Of course, the employees of these airlines do not routinely misbehave with the Bangladeshi passengers. Nevertheless, their body language spells out clearly that there is a built-in discrimination against Bangladeshi passengers by these airlines. And this predicament of the Bangladeshi passengers travelling in Middle East-based airlines has a lot to do with the general unfortunate predicament of the Bangladeshi expatriates in the Middle East. It is common knowledge that Bangladeshi expatriates are often unfairly treated in all the Middle East countries where they work. And the Bangladesh Ministry of Foreign Affairs whose responsibility it is to deal with the matter has never acknowledged officially that there is any discrimination against Bangladeshi nationals in the Middle East and therefore has done very little so that Bangladeshis receive the same respect and legal rights as other expatriate nationals in the region. 

Thus it is often left to individual Bangladeshi travellers themselves to deal with the discriminations they face in travelling abroad in the Middle Eastern airlines or for that matter working in the Middle East as expatriates. And on my flight back home, I found out that having a US passport was not good enough for these Middle East-based airlines. The so-called world class airline in which I came home tried one on me. I was coming to Dhaka from IAD, Washington, with a one-way ticket. The flight attendant at the check-in counter asked me for my return ticket! I had to explain to her that she was demanding something that made no sense because the US government does not restrict its citizens travelling anywhere as long as his/her passport has a valid visa for travel abroad and a return ticket is not a condition for being issued with a US passport to travel abroad.
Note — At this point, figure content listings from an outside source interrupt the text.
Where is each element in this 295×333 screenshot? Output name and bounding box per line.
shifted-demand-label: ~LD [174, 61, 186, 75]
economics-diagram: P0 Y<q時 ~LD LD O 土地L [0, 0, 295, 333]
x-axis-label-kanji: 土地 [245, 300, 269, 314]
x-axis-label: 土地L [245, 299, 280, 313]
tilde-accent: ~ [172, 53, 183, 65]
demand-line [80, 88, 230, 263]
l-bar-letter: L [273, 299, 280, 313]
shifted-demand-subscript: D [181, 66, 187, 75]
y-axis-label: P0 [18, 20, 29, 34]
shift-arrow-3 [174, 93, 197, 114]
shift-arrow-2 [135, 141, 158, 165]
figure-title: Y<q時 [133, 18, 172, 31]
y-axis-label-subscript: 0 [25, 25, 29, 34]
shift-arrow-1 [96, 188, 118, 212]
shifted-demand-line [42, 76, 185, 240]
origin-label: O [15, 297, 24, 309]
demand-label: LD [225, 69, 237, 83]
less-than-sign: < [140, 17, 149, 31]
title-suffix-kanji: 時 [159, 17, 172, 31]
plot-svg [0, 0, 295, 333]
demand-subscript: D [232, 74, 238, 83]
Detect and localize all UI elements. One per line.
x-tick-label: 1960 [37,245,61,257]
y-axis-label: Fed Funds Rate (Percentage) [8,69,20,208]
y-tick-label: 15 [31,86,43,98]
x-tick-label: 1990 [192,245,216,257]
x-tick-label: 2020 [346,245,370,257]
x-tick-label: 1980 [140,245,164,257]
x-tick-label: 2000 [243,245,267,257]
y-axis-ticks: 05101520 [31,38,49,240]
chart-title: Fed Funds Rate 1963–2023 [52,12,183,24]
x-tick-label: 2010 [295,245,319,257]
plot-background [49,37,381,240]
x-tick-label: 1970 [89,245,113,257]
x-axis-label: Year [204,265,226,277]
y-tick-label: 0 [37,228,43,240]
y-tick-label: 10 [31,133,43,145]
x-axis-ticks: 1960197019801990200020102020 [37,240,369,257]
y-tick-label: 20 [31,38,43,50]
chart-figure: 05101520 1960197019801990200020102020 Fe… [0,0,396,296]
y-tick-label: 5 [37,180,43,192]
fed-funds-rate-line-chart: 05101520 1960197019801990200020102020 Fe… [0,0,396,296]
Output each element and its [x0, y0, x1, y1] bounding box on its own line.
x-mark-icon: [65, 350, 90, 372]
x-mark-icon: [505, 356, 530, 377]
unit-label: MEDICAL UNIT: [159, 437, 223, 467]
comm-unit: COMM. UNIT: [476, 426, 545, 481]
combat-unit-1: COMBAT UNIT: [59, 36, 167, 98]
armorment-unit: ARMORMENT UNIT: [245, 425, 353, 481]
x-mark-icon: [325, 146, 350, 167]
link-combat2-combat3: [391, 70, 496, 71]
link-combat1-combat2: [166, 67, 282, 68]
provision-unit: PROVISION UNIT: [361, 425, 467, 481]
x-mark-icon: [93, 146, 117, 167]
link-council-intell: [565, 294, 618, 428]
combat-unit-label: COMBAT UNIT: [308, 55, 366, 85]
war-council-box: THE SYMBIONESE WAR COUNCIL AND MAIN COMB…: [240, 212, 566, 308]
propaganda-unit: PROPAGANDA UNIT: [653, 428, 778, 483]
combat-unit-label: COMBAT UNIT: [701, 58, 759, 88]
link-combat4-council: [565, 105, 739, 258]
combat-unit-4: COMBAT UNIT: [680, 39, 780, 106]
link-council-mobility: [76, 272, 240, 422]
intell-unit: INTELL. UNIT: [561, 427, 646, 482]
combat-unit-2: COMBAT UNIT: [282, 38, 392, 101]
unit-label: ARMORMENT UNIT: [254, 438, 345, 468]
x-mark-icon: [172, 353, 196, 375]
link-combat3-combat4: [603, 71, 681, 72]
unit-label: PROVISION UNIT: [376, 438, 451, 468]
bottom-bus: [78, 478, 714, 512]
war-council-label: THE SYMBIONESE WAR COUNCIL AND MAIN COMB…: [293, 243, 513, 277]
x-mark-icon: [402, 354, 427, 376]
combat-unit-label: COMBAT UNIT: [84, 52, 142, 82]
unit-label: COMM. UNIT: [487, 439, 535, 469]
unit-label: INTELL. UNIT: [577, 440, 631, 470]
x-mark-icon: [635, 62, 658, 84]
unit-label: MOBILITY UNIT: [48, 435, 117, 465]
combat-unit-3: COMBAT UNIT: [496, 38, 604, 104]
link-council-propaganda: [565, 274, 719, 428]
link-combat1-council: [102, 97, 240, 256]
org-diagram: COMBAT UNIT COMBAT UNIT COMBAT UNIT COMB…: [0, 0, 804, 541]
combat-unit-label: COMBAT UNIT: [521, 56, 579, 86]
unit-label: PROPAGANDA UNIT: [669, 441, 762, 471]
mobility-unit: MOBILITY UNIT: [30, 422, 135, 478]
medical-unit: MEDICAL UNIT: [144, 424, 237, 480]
And asking for visas also did not make sense because US citizens can travel to a large number of countries without any visa requirement. Nevertheless, I had to show the attendant and her supervisor that I was issued a No Visa Required stamp on my passport by the Bangladesh Embassy in Washington that allowed me to stay in Bangladesh for any length of time. I was finally allowed to board the aircraft for an explanation I was asked to give because even with my US Passport, this Middle East airline was not willing to give me the benefit of a US passport holder perhaps because of my country of origin that happened to be Bangladesh.

And there is little respite for the Bangladeshi air traveller or those of Bangladeshi origin even when we land on Bangladesh soil. If we expect smiling faces at the Shah Jalal International Airport after our long ordeal on the insensitive ME based airlines, there is very little of it in place that belies the claims of the government of having graduated into a middle-income country. And one of the claims that the government makes proudly for that graduation is the great strides the country has made in the production of electricity. There is very little of that on display at the airport which is perhaps the most dimly lit one anywhere. One has to hold a hand on one's nose to enter the men's toilet because of the stench that is unbearable.  Ours was the only flight whose luggage had to be offloaded when we finally arrived in Dhaka after nearly 24 hours en route. But that took such inordinate delay that it was the salt on the injury that Bangladeshi passengers have to bear in their air travels.

M Serajul Islam is a former Ambassador.